Youth In Japan Help Set New Twitter Record Only Weeks Before The Microblogging Site's IPO Announcement
Twitter, which filed to go public on Thursday, saw a flurry of activity from Japanese youth on Aug. 3 after the television airing of “Castle in the Sky,” a classic 1986 anime, helping the microblogging site set a new record.
According to an official Twitter blog post, the site hit 143,199 tweets a second at one point -- more than 25 times the average of 5,700 tweets a second -- as an increasing number of people, especially youngsters in Japan, took to the site to discuss the anime.
This is not the first time the Japanese anime has set a record for Twitter. In 2011, a screening of the movie recorded 25,088 tweets a second, beating a record set by Beyoncé Knowles’ pregnancy announcement at the MTV Video Music Awards in the same year. The pregnancy announcement triggered 8,868 tweets every second, Twitter announced at the time.
The latest traffic record shows Twitter has come a long way since it was launched in 2008 and faced questions about its future at a time when traditional print media and websites were still the main source of news, and the public nature of tweets was believed to hamper the site's popularity.
“It has a lot to do with cultural norms like privacy,” Brett Petersen, director of stream intelligence at Global Web Index, told FT. “Japan has always been one of the outliers in the region.”
Today, Japan is considered one of Twitter’s biggest international markets based on number of users. A turning point for Twitter, according to the newspaper, was the March 2011 earthquake and tsunami, when a number of people turned to the site to get updates and pass on information about what was happening in the affected areas.
“Twitter seems to have the pulse when it comes to what’s happening in the moment,” Debra Aho Williamson, a social media marketing analyst at eMarketer, a U.S. research group, told FT. Takuya Kawaguchi, a 26-year-old investor, added: “The appeal of a global social network seems to outweigh the appeal of a social network only in the country you live in.”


| Task details |
The pictures stay out; all of the data is to be printed exactly.

Data provided Block Start

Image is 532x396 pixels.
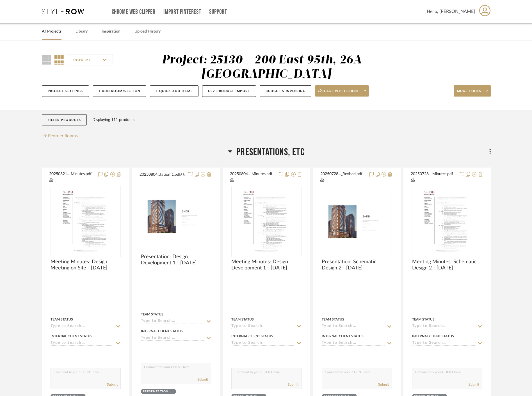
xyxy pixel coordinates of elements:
[239,187,294,257] img: Meeting Minutes: Design Development 1 - 08.04.2025
[426,8,475,15] span: Hello, [PERSON_NAME]
[412,259,482,271] span: Meeting Minutes: Schematic Design 2 - [DATE]
[420,187,474,257] img: Meeting Minutes: Schematic Design 2 - 07.28.2025
[93,86,146,97] button: + Add Room/Section
[411,171,456,183] button: 20250728... Minutes.pdf
[318,89,359,97] span: Share with client
[51,259,121,271] span: Meeting Minutes: Design Meeting on Site - [DATE]
[92,114,134,126] div: Displaying 111 products
[260,86,311,97] button: Budget & Invoicing
[134,28,161,36] a: Upload History
[141,312,163,317] div: Team Status
[197,377,208,382] button: Submit
[42,28,62,36] a: All Projects
[102,28,121,36] a: Inspiration
[150,86,199,97] button: + Quick Add Items
[49,171,95,183] button: 20250821... Minutes.pdf
[321,334,364,339] div: Internal Client Status
[231,317,254,322] div: Team Status
[230,171,275,183] button: 20250804... Minutes.pdf
[141,194,211,239] img: Presentation: Design Development 1 - 08.04.2025
[412,334,454,339] div: Internal Client Status
[468,382,479,387] button: Submit
[42,114,87,126] button: Filter Products
[320,171,365,183] button: 20250728..._Revised.pdf
[42,132,78,139] button: Reorder Rooms
[231,334,273,339] div: Internal Client Status
[209,10,227,14] a: Support
[412,341,476,346] input: Type to Search…
[163,10,201,14] a: Import Pinterest
[162,54,370,80] div: Project: 25130 - 200 East 95th, 26A - [GEOGRAPHIC_DATA]
[141,329,183,334] div: Internal Client Status
[231,324,295,329] input: Type to Search…
[288,382,298,387] button: Submit
[76,28,87,36] a: Library
[321,341,385,346] input: Type to Search…
[58,187,113,257] img: Meeting Minutes: Design Meeting on Site - 08.21.2025
[51,324,114,329] input: Type to Search…
[42,86,89,97] button: Project Settings
[51,317,73,322] div: Team Status
[378,382,389,387] button: Submit
[139,171,185,178] button: 20250804...tation 1.pdf
[48,132,78,139] span: Reorder Rooms
[231,341,295,346] input: Type to Search…
[321,324,385,329] input: Type to Search…
[454,86,491,97] button: More tools
[231,259,301,271] span: Meeting Minutes: Design Development 1 - [DATE]
[321,259,392,271] span: Presentation: Schematic Design 2 - [DATE]
[111,10,156,14] a: Chrome Web Clipper
[412,324,476,329] input: Type to Search…
[412,317,434,322] div: Team Status
[141,336,204,341] input: Type to Search…
[51,334,92,339] div: Internal Client Status
[457,89,481,97] span: More tools
[322,200,391,244] img: Presentation: Schematic Design 2 - 07.28.2025
[202,86,256,97] button: CSV Product Import
[143,390,172,394] div: PRESENTATIONS, ETC
[107,382,117,387] button: Submit
[237,146,305,158] span: PRESENTATIONS, ETC
[141,319,204,324] input: Type to Search…
[51,341,114,346] input: Type to Search…
[321,317,344,322] div: Team Status
[315,86,369,97] button: Share with client
[141,254,211,266] span: Presentation: Design Development 1 - [DATE]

Data provided Block End

| Response area |
Image is 532x396 pixels.
xyxy pixel coordinates of elements:
[239,187,294,257] img: Meeting Minutes: Design Development 1 - 08.04.2025
[426,8,475,15] span: Hello, [PERSON_NAME]
[412,259,482,271] span: Meeting Minutes: Schematic Design 2 - [DATE]
[420,187,474,257] img: Meeting Minutes: Schematic Design 2 - 07.28.2025
[93,86,146,97] button: + Add Room/Section
[411,171,456,183] button: 20250728... Minutes.pdf
[318,89,359,97] span: Share with client
[51,259,121,271] span: Meeting Minutes: Design Meeting on Site - [DATE]
[92,114,134,126] div: Displaying 111 products
[260,86,311,97] button: Budget & Invoicing
[134,28,161,36] a: Upload History
[141,312,163,317] div: Team Status
[197,377,208,382] button: Submit
[42,28,62,36] a: All Projects
[102,28,121,36] a: Inspiration
[150,86,199,97] button: + Quick Add Items
[49,171,95,183] button: 20250821... Minutes.pdf
[321,334,364,339] div: Internal Client Status
[231,317,254,322] div: Team Status
[230,171,275,183] button: 20250804... Minutes.pdf
[141,194,211,239] img: Presentation: Design Development 1 - 08.04.2025
[412,334,454,339] div: Internal Client Status
[468,382,479,387] button: Submit
[42,114,87,126] button: Filter Products
[320,171,365,183] button: 20250728..._Revised.pdf
[42,132,78,139] button: Reorder Rooms
[231,334,273,339] div: Internal Client Status
[209,10,227,14] a: Support
[412,341,476,346] input: Type to Search…
[163,10,201,14] a: Import Pinterest
[162,54,370,80] div: Project: 25130 - 200 East 95th, 26A - [GEOGRAPHIC_DATA]
[141,329,183,334] div: Internal Client Status
[231,324,295,329] input: Type to Search…
[288,382,298,387] button: Submit
[76,28,87,36] a: Library
[321,341,385,346] input: Type to Search…
[58,187,113,257] img: Meeting Minutes: Design Meeting on Site - 08.21.2025
[51,324,114,329] input: Type to Search…
[42,86,89,97] button: Project Settings
[51,317,73,322] div: Team Status
[378,382,389,387] button: Submit
[139,171,185,178] button: 20250804...tation 1.pdf
[48,132,78,139] span: Reorder Rooms
[231,341,295,346] input: Type to Search…
[321,324,385,329] input: Type to Search…
[454,86,491,97] button: More tools
[231,259,301,271] span: Meeting Minutes: Design Development 1 - [DATE]
[321,259,392,271] span: Presentation: Schematic Design 2 - [DATE]
[111,10,156,14] a: Chrome Web Clipper
[412,324,476,329] input: Type to Search…
[412,317,434,322] div: Team Status
[141,336,204,341] input: Type to Search…
[51,334,92,339] div: Internal Client Status
[457,89,481,97] span: More tools
[322,200,391,244] img: Presentation: Schematic Design 2 - 07.28.2025
[202,86,256,97] button: CSV Product Import
[143,390,172,394] div: PRESENTATIONS, ETC
[107,382,117,387] button: Submit
[237,146,305,158] span: PRESENTATIONS, ETC
[141,319,204,324] input: Type to Search…
[51,341,114,346] input: Type to Search…
[321,317,344,322] div: Team Status
[315,86,369,97] button: Share with client
[141,254,211,266] span: Presentation: Design Development 1 - [DATE]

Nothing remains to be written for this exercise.